Poetical Works of Edmund Waller and Sir John Denham eBook

This eBook from the Gutenberg Project consists of approximately 294 pages of information about Poetical Works of Edmund Waller and Sir John Denham.

Poetical Works of Edmund Waller and Sir John Denham eBook

This eBook from the Gutenberg Project consists of approximately 294 pages of information about Poetical Works of Edmund Waller and Sir John Denham.

Urge not ’tis necessary; alas! we know
The homeliest thing that mankind does is so. 
The world is of a large extent we see,
And must be peopled; children there must be:  30
So must bread too; but since there are enow
Born to that drudgery, what need we plough?

PRO.

I need not plough, since what the stooping hine[1]
Gets of my pregnant land must all be mine;
But in this nobler tillage ’tis not so;
For when Anchises did fair Venus know,
What interest had poor Vulcan in the boy,
Famous Aeneas, or the present joy?

CON.

Women enjoy’d, whate’er before they’ve been, 39
Are like romances read, or scenes once seen;
Fruition dulls or spoils the play much more
Than if one read, or knew the plot before.

PRO.

Plays and romances read and seen, do fall
In our opinions; yet not seen at all,
Whom would they please?  To an heroic tale
Would you not listen, lest it should grow stale?

CON.

’Tis expectation makes a blessing dear;
Heaven were not heaven, if we knew what it were.

PRO.

If ’twere not heaven if we knew what it were,
’Twould not be heaven to those that now are there. 50

CON.

And as in prospects we are there pleased most,
Where something keeps the eye from being lost,
And leaves us room to guess; so here, restraint
Holds up delight, that with excess would faint.

PRO.

Restraint preserves the pleasure we have got,
But he ne’er has it that enjoys it not. 
In goodly prospects, who contracts the space,
Or takes not all the bounty of the place? 
We wish remov’d what standeth in our light,
And nature blame for limiting our sight; 60
Where you stand wisely winking, that the view
Of the fair prospect may be always new.

CON.

They, who know all the wealth they have, are poor;
He’s only rich that cannot tell his store.

PRO.

Not he that knows the wealth he has is poor,
But he that dares not touch, nor use, his store.

[1] ‘Hine’:  hind.

AN APOLOGY FOR HAVING LOVED BEFORE.

1 They that never had the use
  Of the grape’s surprising juice,
  To the first delicious cup
  All their reason render up;
  Neither do, nor care to know,
  Whether it be best or no.

2 So they that are to love inclined,
  Sway’d by chance, not choice or art,
  To the first that’s fair, or kind,
  Make a present of their heart;
  ’Tis not she that first we love,
  But whom dying we approve.

3 To man, that was in th’ev’ning made,
  Stars gave the first delight,
  Admiring, in the gloomy shade,
  Those little drops of light;
  Then at Aurora, whose fair hand
  Removed them from the skies,
  He gazing t’ward the east did stand,
  She entertain’d his eyes.

Copyrights
Project Gutenberg
Poetical Works of Edmund Waller and Sir John Denham from Project Gutenberg. Public domain.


→ **EXERCISE INSTRUCTIONS**
All lines in the entries below that hold "this" make up the answer.

→ **RECORD EXCERPTS**
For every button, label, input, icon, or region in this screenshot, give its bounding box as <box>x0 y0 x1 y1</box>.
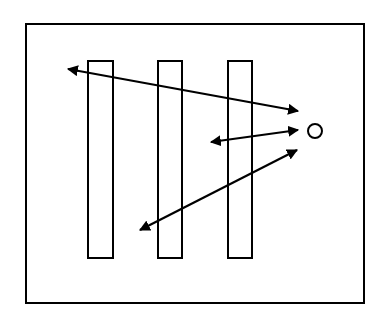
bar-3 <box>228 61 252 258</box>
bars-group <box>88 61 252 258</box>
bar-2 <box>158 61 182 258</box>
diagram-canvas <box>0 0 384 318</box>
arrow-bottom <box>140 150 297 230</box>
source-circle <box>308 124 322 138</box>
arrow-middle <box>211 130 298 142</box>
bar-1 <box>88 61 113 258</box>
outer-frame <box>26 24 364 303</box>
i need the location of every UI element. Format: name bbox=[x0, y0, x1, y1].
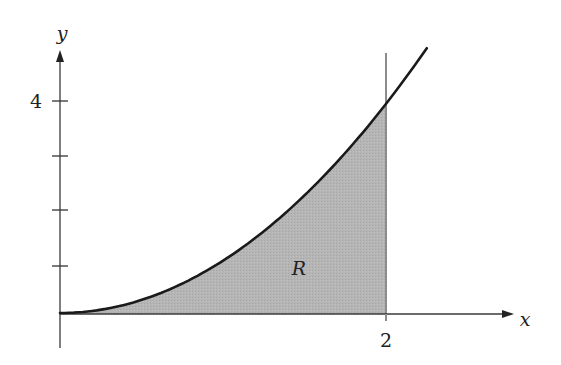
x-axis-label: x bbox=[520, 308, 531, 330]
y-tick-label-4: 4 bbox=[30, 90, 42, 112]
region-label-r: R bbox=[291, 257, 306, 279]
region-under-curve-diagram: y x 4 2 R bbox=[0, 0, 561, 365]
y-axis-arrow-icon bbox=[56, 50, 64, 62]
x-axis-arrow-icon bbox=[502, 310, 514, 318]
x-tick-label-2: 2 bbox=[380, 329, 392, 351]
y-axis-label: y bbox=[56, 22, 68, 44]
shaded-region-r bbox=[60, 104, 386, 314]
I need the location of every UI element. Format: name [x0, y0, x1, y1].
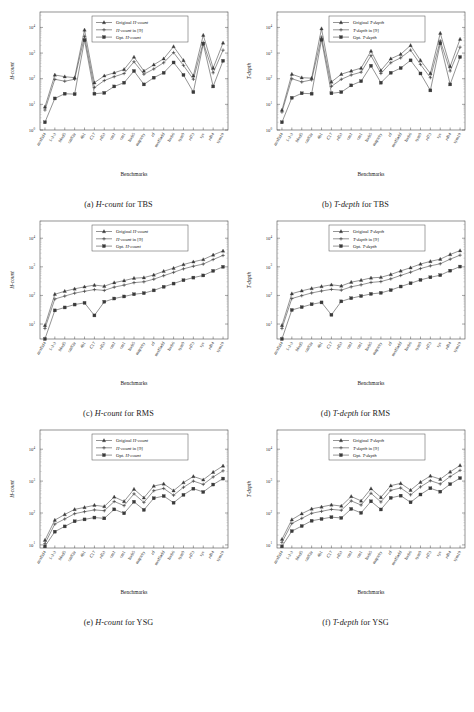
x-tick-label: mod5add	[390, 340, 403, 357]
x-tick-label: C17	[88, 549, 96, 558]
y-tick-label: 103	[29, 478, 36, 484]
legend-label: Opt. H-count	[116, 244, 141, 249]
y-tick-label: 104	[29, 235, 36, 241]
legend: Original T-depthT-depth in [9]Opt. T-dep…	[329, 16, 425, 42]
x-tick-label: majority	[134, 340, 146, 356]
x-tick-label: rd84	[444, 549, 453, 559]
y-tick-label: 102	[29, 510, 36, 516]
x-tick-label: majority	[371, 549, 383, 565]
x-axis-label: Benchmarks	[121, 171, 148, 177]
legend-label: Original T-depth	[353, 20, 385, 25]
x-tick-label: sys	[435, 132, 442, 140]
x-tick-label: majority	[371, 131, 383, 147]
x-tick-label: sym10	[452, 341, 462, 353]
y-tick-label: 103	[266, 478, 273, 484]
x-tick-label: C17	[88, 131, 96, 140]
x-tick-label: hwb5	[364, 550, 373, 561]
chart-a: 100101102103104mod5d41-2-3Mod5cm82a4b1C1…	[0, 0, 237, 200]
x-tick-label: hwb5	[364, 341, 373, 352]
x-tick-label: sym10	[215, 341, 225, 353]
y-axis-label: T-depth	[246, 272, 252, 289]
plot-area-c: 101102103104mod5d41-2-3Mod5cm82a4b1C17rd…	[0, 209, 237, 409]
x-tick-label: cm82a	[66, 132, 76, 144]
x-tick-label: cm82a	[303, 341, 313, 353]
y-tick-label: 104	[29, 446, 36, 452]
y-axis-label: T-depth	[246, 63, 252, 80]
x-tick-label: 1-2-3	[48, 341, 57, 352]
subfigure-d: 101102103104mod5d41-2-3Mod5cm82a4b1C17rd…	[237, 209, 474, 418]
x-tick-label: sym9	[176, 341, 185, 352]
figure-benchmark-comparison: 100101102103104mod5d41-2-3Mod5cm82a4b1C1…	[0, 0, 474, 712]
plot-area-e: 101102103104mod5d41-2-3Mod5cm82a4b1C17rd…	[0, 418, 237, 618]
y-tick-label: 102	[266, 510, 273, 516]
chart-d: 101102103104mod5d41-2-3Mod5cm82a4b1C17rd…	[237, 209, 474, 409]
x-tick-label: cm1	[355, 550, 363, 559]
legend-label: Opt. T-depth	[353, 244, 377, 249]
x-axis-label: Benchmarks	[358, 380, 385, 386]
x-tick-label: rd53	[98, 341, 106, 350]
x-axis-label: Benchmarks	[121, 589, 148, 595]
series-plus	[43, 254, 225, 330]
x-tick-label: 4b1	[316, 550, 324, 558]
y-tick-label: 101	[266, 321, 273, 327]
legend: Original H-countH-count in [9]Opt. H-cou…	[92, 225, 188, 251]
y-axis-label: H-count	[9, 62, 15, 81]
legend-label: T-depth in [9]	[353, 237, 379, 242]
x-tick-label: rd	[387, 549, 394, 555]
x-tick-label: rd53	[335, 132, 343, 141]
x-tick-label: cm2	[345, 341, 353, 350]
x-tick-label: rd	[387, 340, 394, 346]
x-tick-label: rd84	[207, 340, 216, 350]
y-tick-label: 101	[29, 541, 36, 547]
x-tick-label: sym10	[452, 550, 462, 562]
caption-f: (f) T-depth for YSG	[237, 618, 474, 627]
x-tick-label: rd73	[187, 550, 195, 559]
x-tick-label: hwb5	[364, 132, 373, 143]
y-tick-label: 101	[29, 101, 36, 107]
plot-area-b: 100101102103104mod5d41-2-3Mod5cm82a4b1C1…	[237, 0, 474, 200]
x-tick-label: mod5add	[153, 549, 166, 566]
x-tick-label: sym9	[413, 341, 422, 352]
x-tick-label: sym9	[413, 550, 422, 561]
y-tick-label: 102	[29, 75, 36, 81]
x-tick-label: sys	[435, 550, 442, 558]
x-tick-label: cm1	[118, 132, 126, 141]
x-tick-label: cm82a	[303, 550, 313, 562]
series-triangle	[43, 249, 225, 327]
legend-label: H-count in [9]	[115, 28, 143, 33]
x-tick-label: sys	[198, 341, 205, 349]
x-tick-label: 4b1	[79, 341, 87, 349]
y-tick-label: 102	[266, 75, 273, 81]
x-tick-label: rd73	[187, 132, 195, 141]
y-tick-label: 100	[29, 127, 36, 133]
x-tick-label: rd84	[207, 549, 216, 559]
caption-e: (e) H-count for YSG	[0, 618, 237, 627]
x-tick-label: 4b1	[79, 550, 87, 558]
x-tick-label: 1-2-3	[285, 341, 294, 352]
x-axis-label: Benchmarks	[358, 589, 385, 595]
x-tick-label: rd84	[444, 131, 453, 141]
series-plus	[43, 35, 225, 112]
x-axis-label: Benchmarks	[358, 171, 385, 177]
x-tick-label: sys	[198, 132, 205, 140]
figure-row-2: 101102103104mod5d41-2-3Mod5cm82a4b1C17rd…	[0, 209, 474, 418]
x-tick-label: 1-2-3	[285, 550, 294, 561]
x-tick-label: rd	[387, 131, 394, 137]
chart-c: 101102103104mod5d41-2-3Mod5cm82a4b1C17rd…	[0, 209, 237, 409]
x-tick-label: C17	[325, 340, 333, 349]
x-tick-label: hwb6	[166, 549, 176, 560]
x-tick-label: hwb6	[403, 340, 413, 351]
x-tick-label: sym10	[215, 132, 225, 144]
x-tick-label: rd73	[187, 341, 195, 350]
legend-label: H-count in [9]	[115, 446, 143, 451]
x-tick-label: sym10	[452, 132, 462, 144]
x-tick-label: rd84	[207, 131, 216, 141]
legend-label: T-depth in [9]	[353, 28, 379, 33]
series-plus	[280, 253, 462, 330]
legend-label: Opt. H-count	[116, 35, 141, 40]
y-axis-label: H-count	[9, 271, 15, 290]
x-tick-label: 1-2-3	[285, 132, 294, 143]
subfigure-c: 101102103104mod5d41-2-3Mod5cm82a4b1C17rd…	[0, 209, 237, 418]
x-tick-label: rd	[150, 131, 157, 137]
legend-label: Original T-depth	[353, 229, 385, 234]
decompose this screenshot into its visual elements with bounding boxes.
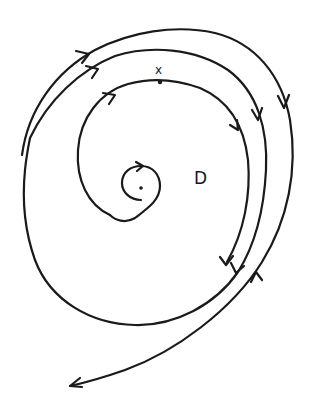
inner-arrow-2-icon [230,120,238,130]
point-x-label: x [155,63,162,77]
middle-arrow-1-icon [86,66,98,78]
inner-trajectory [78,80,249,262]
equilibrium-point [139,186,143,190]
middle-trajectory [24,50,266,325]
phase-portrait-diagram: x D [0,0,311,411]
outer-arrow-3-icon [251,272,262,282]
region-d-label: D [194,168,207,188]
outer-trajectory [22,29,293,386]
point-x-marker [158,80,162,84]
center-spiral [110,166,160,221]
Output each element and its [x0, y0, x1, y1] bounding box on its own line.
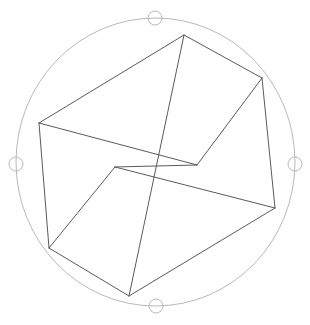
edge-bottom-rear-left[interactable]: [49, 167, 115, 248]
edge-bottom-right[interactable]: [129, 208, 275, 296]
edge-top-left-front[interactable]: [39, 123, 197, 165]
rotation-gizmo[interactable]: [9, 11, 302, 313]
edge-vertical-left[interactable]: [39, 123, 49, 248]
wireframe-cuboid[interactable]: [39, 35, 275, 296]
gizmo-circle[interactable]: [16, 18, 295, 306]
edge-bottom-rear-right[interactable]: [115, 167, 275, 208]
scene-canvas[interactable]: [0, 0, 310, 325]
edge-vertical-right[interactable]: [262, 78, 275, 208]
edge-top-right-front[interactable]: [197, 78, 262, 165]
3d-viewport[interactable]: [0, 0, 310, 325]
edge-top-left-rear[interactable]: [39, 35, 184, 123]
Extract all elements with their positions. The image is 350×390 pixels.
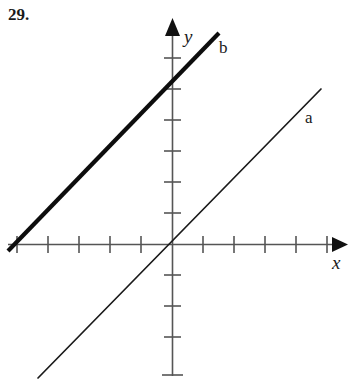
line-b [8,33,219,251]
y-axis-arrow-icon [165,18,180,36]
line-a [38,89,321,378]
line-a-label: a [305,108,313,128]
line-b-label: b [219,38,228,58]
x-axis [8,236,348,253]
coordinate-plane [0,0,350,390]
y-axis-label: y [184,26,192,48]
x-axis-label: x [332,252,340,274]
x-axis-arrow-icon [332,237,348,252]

→ **EXPECTED ANSWER**
For every button, label, input, icon, or region in this screenshot, give its bounding box as <box>x0 y0 x1 y1</box>.
decompose this screenshot into its visual elements with bounding boxes.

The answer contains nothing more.